There is no flaw or vacuum in the amount of the truth - but all is truth without exception; And henceforth I will go celebrate any thing I see or am, And sing and laugh and deny nothing.
Re-examine all you have been told in school or church or in any book,and dismiss whatever insults your own soul... It is also not consistent with the reality of the soul to admit that there is anything in the known universe more divine than men and women. The master knows that he is unspeakably great and that all are unspeakably great. There will soon be no more priests... They may wait awhile, perhaps a generation or two, dropping off by degrees. A superior breed shall take their place.A new order shall arise and they shall be the priests of man,and every man shall be his own priest.
Our leading men are not of much account and never have been, but the average of the people is immense, beyond all history. Sometimes I think in all departments, literature and art included, that will be the way our superiority will exhibit itself. We will not have great individuals or great leaders, but a great average bulk, unprecedentedly great.
I announce the great individual, fluid as Nature, chaste, affectionate, compassionate, fully armed; I announce a life that shall be copious, vehement, spiritual, bold, And I announce an end that shall lightly and joyfully meet its translation.
More and more too, the old name absorbs into me. Mannahatta, 'the place encircled by many swift tides and sparkling waters.' How fit a name for America's great democratic island city! The word itself, how beautiful! how aboriginal! how it seems to rise with tall spires, glistening in sunshine, with such New World atmosphere, vista and action!
Afoot and light-hearted I take to the open road. Healthy, free, the world before me. The long brown path before me leading me wherever I choose. Henceforth, I ask not good fortune, I myself am good fortune. Henceforth, I whimper no more, postpone no more, need nothing.
Books are to be called for and supplied on the assumption that the process of reading is not a half-sleep, but in the highest sense an exercise, a gymnastic struggle; that the reader is to do something for himself.
The earth, that is sufficient, I do not want the constellations any nearer, I know they are very well where they are, I know they suffice for those who belong to them.
Long have you timidly waded Holding a plank by the shore, Now I will you to be a bold swimmer, To jump off in the midst of the sea, Rise again, nod to me, shout, And laughingly dash with your hair.
I saw battle-corpses, myriads of them,
And the white skeletons of young men-I saw them;
I saw the debris and debris of all the dead soldiers of the war;
But I saw they were not as was thought;
They themselves were fully at rest-they suffer'd not;
The living remain'd and suffer'd-the mother suffer'd,
And the wife and the child, and the musing comrade suffer'd,
And the armies that remain'd suffer'd.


* _ACTIVITY_: Across the entries that follow, work out the number of lines containing the string "figure", and state it alone.

* _Excerpts from a dataset_:
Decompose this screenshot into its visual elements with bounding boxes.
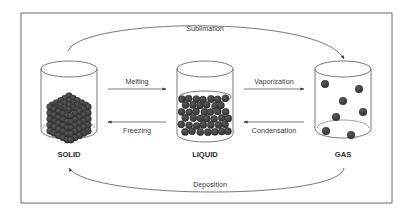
phase-diagram: Sublimation Deposition SOLID LIQUID bbox=[0, 0, 409, 215]
solid-label: SOLID bbox=[57, 150, 81, 159]
liquid-particles bbox=[178, 95, 232, 136]
melting-arrow: Melting bbox=[108, 77, 166, 89]
condensation-arrow: Condensation bbox=[244, 122, 304, 135]
liquid-label: LIQUID bbox=[192, 150, 218, 159]
condensation-label: Condensation bbox=[252, 126, 296, 135]
freezing-label: Freezing bbox=[123, 126, 151, 135]
deposition-label: Deposition bbox=[193, 180, 227, 189]
deposition-arrow: Deposition bbox=[69, 168, 344, 192]
solid-container: SOLID bbox=[41, 61, 97, 159]
solid-particles bbox=[47, 93, 92, 144]
gas-particles bbox=[321, 80, 367, 139]
freezing-arrow: Freezing bbox=[108, 122, 166, 135]
liquid-container: LIQUID bbox=[177, 61, 233, 159]
vaporization-arrow: Vaporization bbox=[244, 77, 304, 89]
sublimation-arrow: Sublimation bbox=[68, 24, 344, 59]
gas-container: GAS bbox=[315, 61, 371, 159]
gas-label: GAS bbox=[335, 150, 351, 159]
vaporization-label: Vaporization bbox=[254, 77, 293, 86]
sublimation-label: Sublimation bbox=[186, 24, 224, 33]
melting-label: Melting bbox=[125, 77, 148, 86]
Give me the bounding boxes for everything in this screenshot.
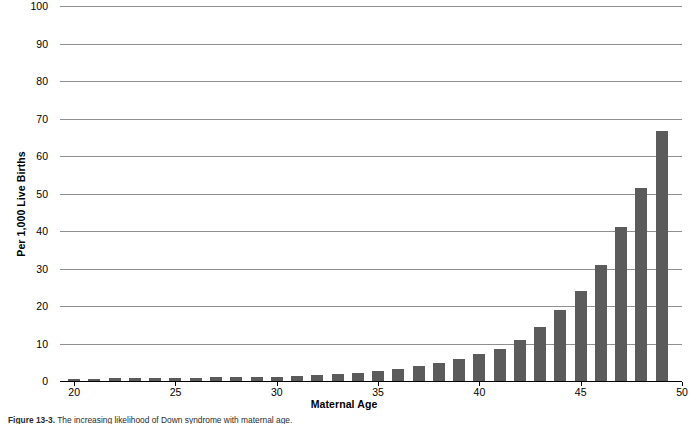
bar-age-44 bbox=[554, 310, 566, 381]
x-tick-label: 40 bbox=[459, 387, 499, 398]
plot-area: 0102030405060708090100 bbox=[60, 6, 682, 381]
bar-age-23 bbox=[129, 378, 141, 381]
x-tick-label: 30 bbox=[257, 387, 297, 398]
x-tick-label: 20 bbox=[54, 387, 94, 398]
x-tick-label: 35 bbox=[358, 387, 398, 398]
bar-age-47 bbox=[615, 227, 627, 381]
bar-age-32 bbox=[311, 375, 323, 381]
x-tick-label: 50 bbox=[662, 387, 693, 398]
y-tick-label: 40 bbox=[8, 226, 48, 237]
bar-age-33 bbox=[332, 374, 344, 381]
bar-series bbox=[60, 6, 682, 381]
bar-age-41 bbox=[494, 349, 506, 381]
y-tick-label: 30 bbox=[8, 263, 48, 274]
bar-age-49 bbox=[656, 131, 668, 382]
bar-age-28 bbox=[230, 377, 242, 381]
bar-age-37 bbox=[413, 366, 425, 381]
bar-age-21 bbox=[88, 379, 100, 381]
bar-age-43 bbox=[534, 327, 546, 381]
bar-age-46 bbox=[595, 265, 607, 381]
y-tick-label: 60 bbox=[8, 151, 48, 162]
bar-age-45 bbox=[575, 291, 587, 381]
bar-age-29 bbox=[251, 377, 263, 381]
figure-caption-text: The increasing likelihood of Down syndro… bbox=[57, 415, 292, 424]
bar-age-30 bbox=[271, 377, 283, 382]
figure-caption-label: Figure 13-3. bbox=[8, 415, 55, 424]
y-tick-label: 50 bbox=[8, 188, 48, 199]
bar-age-34 bbox=[352, 373, 364, 381]
y-tick-label: 70 bbox=[8, 113, 48, 124]
x-tick-label: 25 bbox=[155, 387, 195, 398]
bar-age-25 bbox=[169, 378, 181, 381]
bar-age-26 bbox=[190, 378, 202, 381]
figure-caption: Figure 13-3. The increasing likelihood o… bbox=[8, 415, 680, 424]
x-axis-title: Maternal Age bbox=[0, 398, 688, 410]
x-tick-label: 45 bbox=[561, 387, 601, 398]
y-tick-label: 100 bbox=[8, 1, 48, 12]
y-tick-label: 80 bbox=[8, 76, 48, 87]
bar-age-31 bbox=[291, 376, 303, 381]
y-tick-label: 0 bbox=[8, 376, 48, 387]
bar-age-42 bbox=[514, 340, 526, 381]
y-tick-label: 90 bbox=[8, 38, 48, 49]
bar-age-35 bbox=[372, 371, 384, 381]
y-tick-label: 10 bbox=[8, 338, 48, 349]
bar-age-24 bbox=[149, 378, 161, 381]
bar-age-22 bbox=[109, 378, 121, 381]
bar-age-38 bbox=[433, 363, 445, 381]
bar-age-40 bbox=[473, 354, 485, 381]
bar-age-39 bbox=[453, 359, 465, 381]
bar-age-48 bbox=[635, 188, 647, 381]
bar-age-36 bbox=[392, 369, 404, 381]
bar-age-27 bbox=[210, 377, 222, 381]
bar-age-20 bbox=[68, 379, 80, 381]
y-tick-label: 20 bbox=[8, 301, 48, 312]
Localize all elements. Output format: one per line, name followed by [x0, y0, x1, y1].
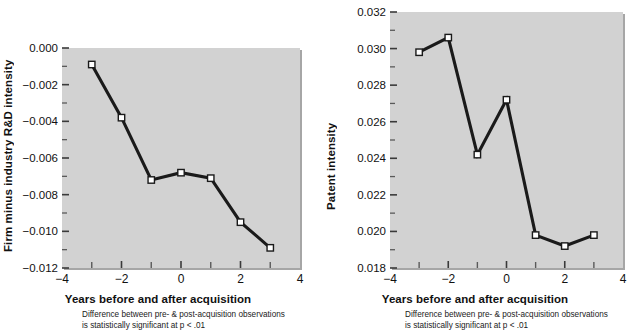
- x-tick-label: −4: [55, 272, 69, 286]
- x-tick-label: −4: [383, 272, 397, 286]
- data-point-marker: [532, 232, 538, 238]
- y-tick-label: 0.018: [357, 262, 386, 274]
- data-point-marker: [503, 97, 509, 103]
- y-axis-label-left: Firm minus industry R&D intensity: [2, 36, 14, 276]
- y-tick-label: 0.026: [357, 116, 386, 128]
- x-tick-label: −2: [441, 272, 455, 286]
- y-axis-label-right: Patent intensity: [325, 96, 337, 236]
- data-point-marker: [89, 61, 95, 67]
- panel-rd-intensity: Firm minus industry R&D intensity 0.000−…: [0, 0, 316, 335]
- chart-note-line2-left: is statistically significant at p < .01: [82, 320, 205, 331]
- data-point-marker: [591, 232, 597, 238]
- y-tick-label: −0.008: [23, 189, 59, 201]
- y-tick-label: 0.032: [357, 6, 386, 18]
- y-tick-label: 0.028: [357, 79, 386, 91]
- y-tick-label: −0.002: [23, 79, 59, 91]
- x-tick-label: 4: [297, 272, 304, 286]
- x-tick-label: 0: [178, 272, 185, 286]
- chart-note-line1-left: Difference between pre- & post-acquisiti…: [82, 309, 285, 320]
- y-tick-label: −0.010: [23, 225, 59, 237]
- x-axis-label-right: Years before and after acquisition: [317, 293, 633, 305]
- data-point-marker: [267, 245, 273, 251]
- y-tick-label: −0.004: [23, 115, 59, 127]
- y-tick-label: −0.006: [23, 152, 59, 164]
- y-tick-label: 0.024: [357, 152, 386, 164]
- line-series-right: [390, 12, 623, 268]
- line-series-left: [62, 48, 300, 268]
- x-tick-label: −2: [115, 272, 129, 286]
- data-point-marker: [445, 34, 451, 40]
- x-tick-label: 4: [620, 272, 627, 286]
- data-point-marker: [237, 219, 243, 225]
- data-point-marker: [474, 151, 480, 157]
- panel-patent-intensity: Patent intensity 0.0320.0300.0280.0260.0…: [317, 0, 633, 335]
- data-point-marker: [148, 177, 154, 183]
- plot-area-right: [390, 12, 623, 268]
- data-point-marker: [118, 114, 124, 120]
- y-tick-label: 0.000: [29, 42, 58, 54]
- chart-note-line1-right: Difference between pre- & post-acquisiti…: [405, 309, 608, 320]
- chart-note-line2-right: is statistically significant at p < .01: [405, 320, 528, 331]
- x-tick-label: 2: [561, 272, 568, 286]
- plot-area-left: [62, 48, 300, 268]
- data-point-marker: [416, 49, 422, 55]
- x-tick-label: 0: [503, 272, 510, 286]
- data-point-marker: [208, 175, 214, 181]
- y-tick-label: 0.020: [357, 225, 386, 237]
- x-tick-label: 2: [237, 272, 244, 286]
- y-tick-label: 0.022: [357, 189, 386, 201]
- y-tick-label: −0.012: [23, 262, 59, 274]
- two-panel-line-chart-figure: Firm minus industry R&D intensity 0.000−…: [0, 0, 633, 335]
- y-tick-label: 0.030: [357, 43, 386, 55]
- x-axis-label-left: Years before and after acquisition: [0, 293, 316, 305]
- data-point-marker: [178, 169, 184, 175]
- data-point-marker: [562, 243, 568, 249]
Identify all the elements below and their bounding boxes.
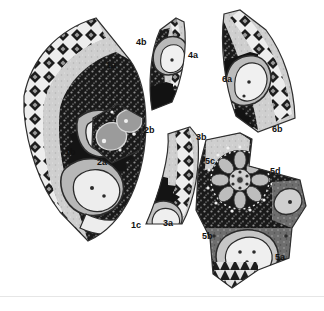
label-1a: 1a xyxy=(106,61,116,70)
label-5c: 5c xyxy=(205,157,215,166)
label-5b: 5b xyxy=(202,232,212,241)
label-4b: 4b xyxy=(136,38,146,47)
label-4a: 4a xyxy=(188,51,198,60)
label-2a: 2a xyxy=(97,158,107,167)
label-1c: 1c xyxy=(131,221,141,230)
potsherd-figure: potsherds of the diagram xyxy=(0,0,324,311)
label-2b: 2b xyxy=(144,126,154,135)
label-5d: 5d xyxy=(270,167,280,176)
label-1b: 1b xyxy=(65,148,75,157)
footer-divider xyxy=(0,296,324,297)
label-3b: 3b xyxy=(196,133,206,142)
potsherd-plate-image xyxy=(0,0,324,292)
potsherd-illustration xyxy=(0,0,324,292)
label-3a: 3a xyxy=(163,219,173,228)
label-6a: 6a xyxy=(222,75,232,84)
label-5a: 5a xyxy=(275,253,285,262)
label-6b: 6b xyxy=(272,125,282,134)
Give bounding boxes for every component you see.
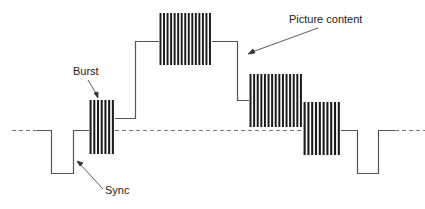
picture-block-2-bars — [250, 74, 302, 127]
waveform-diagram — [0, 0, 425, 209]
picture-content-arrow — [248, 28, 318, 54]
burst-label: Burst — [73, 66, 99, 77]
picture-content-label: Picture content — [289, 14, 362, 25]
sync-arrow — [77, 161, 103, 189]
sync-label: Sync — [105, 185, 129, 196]
picture-block-1-bars — [160, 13, 211, 65]
picture-block-3-bars — [304, 102, 340, 155]
burst-arrow — [88, 80, 98, 98]
burst-bars — [90, 100, 114, 154]
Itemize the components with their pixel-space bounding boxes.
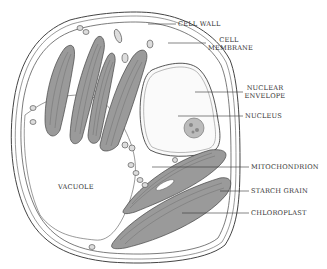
- label-mitochondrion: MITOCHONDRION: [251, 163, 319, 171]
- nucleolus: [184, 118, 204, 138]
- label-cell-wall: CELL WALL: [178, 20, 220, 28]
- label-cell-membrane-line1: CELL: [208, 36, 250, 44]
- label-nuclear-envelope-line1: NUCLEAR: [244, 84, 286, 92]
- label-cell-membrane: CELL MEMBRANE: [208, 36, 250, 52]
- label-nuclear-envelope: NUCLEAR ENVELOPE: [244, 84, 286, 100]
- label-vacuole: VACUOLE: [58, 183, 94, 191]
- label-chloroplast: CHLOROPLAST: [251, 209, 307, 217]
- label-nucleus: NUCLEUS: [245, 112, 282, 120]
- nuclear-envelope: [140, 63, 220, 156]
- label-cell-membrane-line2: MEMBRANE: [208, 44, 250, 52]
- plant-cell-diagram: [0, 0, 327, 269]
- label-starch-grain: STARCH GRAIN: [251, 187, 308, 195]
- label-nuclear-envelope-line2: ENVELOPE: [244, 92, 286, 100]
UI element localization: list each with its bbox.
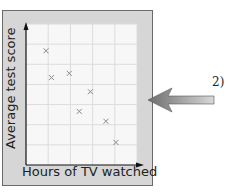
question-number: 2)	[212, 75, 224, 89]
pointer-arrow-icon	[148, 88, 214, 112]
y-axis-label: Average test score	[3, 39, 23, 149]
plot-area	[26, 24, 137, 165]
x-axis-label: Hours of TV watched	[22, 164, 157, 179]
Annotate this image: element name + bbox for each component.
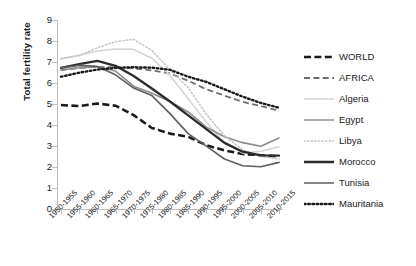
y-axis-tick [52,41,57,42]
y-axis-tick [52,104,57,105]
y-axis-tick-labels: 0123456789 [30,20,52,210]
legend-item-morocco[interactable]: Morocco [304,151,416,172]
legend-item-libya[interactable]: Libya [304,130,416,151]
chart-legend: WORLDAFRICAAlgeriaEgyptLibyaMoroccoTunis… [304,46,416,214]
legend-swatch-tunisia [304,177,334,189]
legend-swatch-world [304,51,334,63]
legend-label: Mauritania [339,198,383,209]
legend-swatch-africa [304,72,334,84]
legend-swatch-morocco [304,156,334,168]
y-axis-tick [52,62,57,63]
legend-label: Algeria [339,93,369,104]
y-axis-tick [52,188,57,189]
legend-label: WORLD [339,51,374,62]
series-lines [57,20,283,210]
y-axis-tick [52,146,57,147]
fertility-rate-chart: Total fertility rate 0123456789 1950-195… [0,0,416,266]
legend-label: Morocco [339,156,375,167]
y-axis-tick [52,83,57,84]
x-axis-tick-labels: 1950-19551955-19601960-19651965-19701970… [0,212,300,266]
legend-swatch-egypt [304,114,334,126]
legend-item-tunisia[interactable]: Tunisia [304,172,416,193]
series-line-world [61,104,279,157]
legend-swatch-libya [304,135,334,147]
legend-swatch-mauritania [304,198,334,210]
legend-label: Egypt [339,114,363,125]
plot-area [57,20,283,210]
legend-item-africa[interactable]: AFRICA [304,67,416,88]
legend-item-algeria[interactable]: Algeria [304,88,416,109]
legend-label: AFRICA [339,72,374,83]
legend-label: Libya [339,135,362,146]
y-axis-tick [52,125,57,126]
legend-label: Tunisia [339,177,369,188]
legend-item-egypt[interactable]: Egypt [304,109,416,130]
legend-item-world[interactable]: WORLD [304,46,416,67]
y-axis-tick [52,20,57,21]
legend-swatch-algeria [304,93,334,105]
y-axis-tick [52,167,57,168]
legend-item-mauritania[interactable]: Mauritania [304,193,416,214]
series-line-libya [61,39,279,159]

* _SOLUTION TO THE EXERCISE_: 5